Exercise: Every line of the data below is to be written out again exactly.

◇ ◇ ◇

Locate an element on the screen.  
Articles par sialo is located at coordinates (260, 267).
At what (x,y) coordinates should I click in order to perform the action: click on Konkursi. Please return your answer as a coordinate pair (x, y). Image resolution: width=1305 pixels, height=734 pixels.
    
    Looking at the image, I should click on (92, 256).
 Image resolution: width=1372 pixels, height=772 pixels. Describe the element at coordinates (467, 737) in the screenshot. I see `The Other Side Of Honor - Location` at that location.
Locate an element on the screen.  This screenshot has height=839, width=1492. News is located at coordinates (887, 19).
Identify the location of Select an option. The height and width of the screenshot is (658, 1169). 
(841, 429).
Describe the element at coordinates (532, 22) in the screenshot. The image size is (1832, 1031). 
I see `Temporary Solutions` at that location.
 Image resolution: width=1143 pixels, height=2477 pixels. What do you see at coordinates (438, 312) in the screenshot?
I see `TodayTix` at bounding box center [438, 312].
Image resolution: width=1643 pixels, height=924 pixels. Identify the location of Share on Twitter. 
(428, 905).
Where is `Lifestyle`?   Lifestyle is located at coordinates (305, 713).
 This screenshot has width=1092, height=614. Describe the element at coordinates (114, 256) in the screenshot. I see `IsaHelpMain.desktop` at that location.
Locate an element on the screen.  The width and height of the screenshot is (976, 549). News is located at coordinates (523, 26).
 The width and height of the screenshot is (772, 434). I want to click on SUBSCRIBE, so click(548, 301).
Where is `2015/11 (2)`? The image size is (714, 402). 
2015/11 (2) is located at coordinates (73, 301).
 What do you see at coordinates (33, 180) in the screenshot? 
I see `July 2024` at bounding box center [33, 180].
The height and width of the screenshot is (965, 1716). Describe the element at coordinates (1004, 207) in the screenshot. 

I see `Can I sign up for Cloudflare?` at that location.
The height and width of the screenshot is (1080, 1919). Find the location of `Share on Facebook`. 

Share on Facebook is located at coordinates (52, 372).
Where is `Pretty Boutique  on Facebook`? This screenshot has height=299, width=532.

◇ ◇ ◇

Output of the exercise:
Locate an element on the screen.  
Articles par sialo is located at coordinates (260, 267).
At what (x,y) coordinates should I click in order to perform the action: click on Konkursi. Please return your answer as a coordinate pair (x, y). Image resolution: width=1305 pixels, height=734 pixels.
    
    Looking at the image, I should click on (92, 256).
 Image resolution: width=1372 pixels, height=772 pixels. Describe the element at coordinates (467, 737) in the screenshot. I see `The Other Side Of Honor - Location` at that location.
Locate an element on the screen.  This screenshot has height=839, width=1492. News is located at coordinates (887, 19).
Identify the location of Select an option. The height and width of the screenshot is (658, 1169). 
(841, 429).
Describe the element at coordinates (532, 22) in the screenshot. The image size is (1832, 1031). 
I see `Temporary Solutions` at that location.
 Image resolution: width=1143 pixels, height=2477 pixels. What do you see at coordinates (438, 312) in the screenshot?
I see `TodayTix` at bounding box center [438, 312].
Image resolution: width=1643 pixels, height=924 pixels. Identify the location of Share on Twitter. 
(428, 905).
Where is `Lifestyle`?   Lifestyle is located at coordinates (305, 713).
 This screenshot has width=1092, height=614. Describe the element at coordinates (114, 256) in the screenshot. I see `IsaHelpMain.desktop` at that location.
Locate an element on the screen.  The width and height of the screenshot is (976, 549). News is located at coordinates (523, 26).
 The width and height of the screenshot is (772, 434). I want to click on SUBSCRIBE, so click(548, 301).
Where is `2015/11 (2)`? The image size is (714, 402). 
2015/11 (2) is located at coordinates (73, 301).
 What do you see at coordinates (33, 180) in the screenshot? 
I see `July 2024` at bounding box center [33, 180].
The height and width of the screenshot is (965, 1716). Describe the element at coordinates (1004, 207) in the screenshot. 

I see `Can I sign up for Cloudflare?` at that location.
The height and width of the screenshot is (1080, 1919). Find the location of `Share on Facebook`. 

Share on Facebook is located at coordinates (52, 372).
Where is `Pretty Boutique  on Facebook`? This screenshot has height=299, width=532.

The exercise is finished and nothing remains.